Later in the evening she was introduced to Lady Ruxley, whose acquaintance she had long desired to make, and whose favor she was most anxious to secure.
The old lady had arrived at the castle that morning by special invitation, and was to remain a few days to visit Lady Dunforth, who was a favorite with her.
She was a very peculiar body, this old lady of eighty, with her wrinkled, withered face, her scant, wiry, gray hair, her restless black eyes keen and sharp as a briar. She was bent nearly double, and walked with a cane, and when she tried to talk to or look at anybody she twisted her neck and shoulders into all manner of contortions. She was little as well as old—she could not have weighed over ninety pounds—and in her straight, old-fashioned black satin gown she made Isabel think of some witch or sprite of evil.

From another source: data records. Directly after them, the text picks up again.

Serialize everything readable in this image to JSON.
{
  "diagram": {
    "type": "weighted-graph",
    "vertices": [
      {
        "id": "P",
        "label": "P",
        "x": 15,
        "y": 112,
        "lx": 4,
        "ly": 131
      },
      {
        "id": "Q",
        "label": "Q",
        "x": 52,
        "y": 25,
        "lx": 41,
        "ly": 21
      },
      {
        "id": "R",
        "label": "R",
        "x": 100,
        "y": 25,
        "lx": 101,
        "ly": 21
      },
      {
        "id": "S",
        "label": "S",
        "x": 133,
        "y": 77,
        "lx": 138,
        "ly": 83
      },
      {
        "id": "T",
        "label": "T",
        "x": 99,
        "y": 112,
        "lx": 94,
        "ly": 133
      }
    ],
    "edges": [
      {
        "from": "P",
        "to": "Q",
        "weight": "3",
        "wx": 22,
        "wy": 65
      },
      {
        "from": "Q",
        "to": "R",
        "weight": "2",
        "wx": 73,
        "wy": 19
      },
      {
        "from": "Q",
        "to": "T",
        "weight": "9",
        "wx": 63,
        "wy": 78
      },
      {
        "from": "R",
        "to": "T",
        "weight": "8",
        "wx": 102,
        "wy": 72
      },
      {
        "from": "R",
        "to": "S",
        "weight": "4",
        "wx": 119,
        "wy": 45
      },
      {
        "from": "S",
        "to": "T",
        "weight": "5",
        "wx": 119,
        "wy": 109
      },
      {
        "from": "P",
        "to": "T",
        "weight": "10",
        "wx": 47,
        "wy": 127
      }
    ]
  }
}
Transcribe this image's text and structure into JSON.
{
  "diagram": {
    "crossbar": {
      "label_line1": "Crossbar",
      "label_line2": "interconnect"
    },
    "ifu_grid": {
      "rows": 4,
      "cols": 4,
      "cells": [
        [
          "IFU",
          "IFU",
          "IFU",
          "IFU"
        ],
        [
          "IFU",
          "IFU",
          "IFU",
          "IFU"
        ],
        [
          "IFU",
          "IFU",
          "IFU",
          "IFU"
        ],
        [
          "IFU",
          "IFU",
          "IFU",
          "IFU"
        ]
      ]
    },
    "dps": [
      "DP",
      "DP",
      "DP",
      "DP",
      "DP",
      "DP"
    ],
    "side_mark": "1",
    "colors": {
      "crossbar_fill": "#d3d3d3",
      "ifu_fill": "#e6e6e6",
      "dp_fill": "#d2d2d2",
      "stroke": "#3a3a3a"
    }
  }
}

She felt anything but comfortable beneath those keen, bright eyes, which seemed to read her through and through at a glance, and her blunt way of asking questions disconcerted her not a little.
“False as fair; false as fair!” and “chickens always come home to roost!” muttered the “old crone,” as she watched the handsome couple move away.
“What were you saying, aunt?” asked Lady Randal, sharply.
She had been standing near, and saw the distrustful expression on her face, and heard the muttered tones.
“I said ‘chickens always come home to roost,’” she snapped in reply.
“What do you mean by it? I don’t understand you.”
“I mean that you are going to get your pay through her for some of your own evil deeds in the past,” she answered, pointing her shaking finger at Isabel.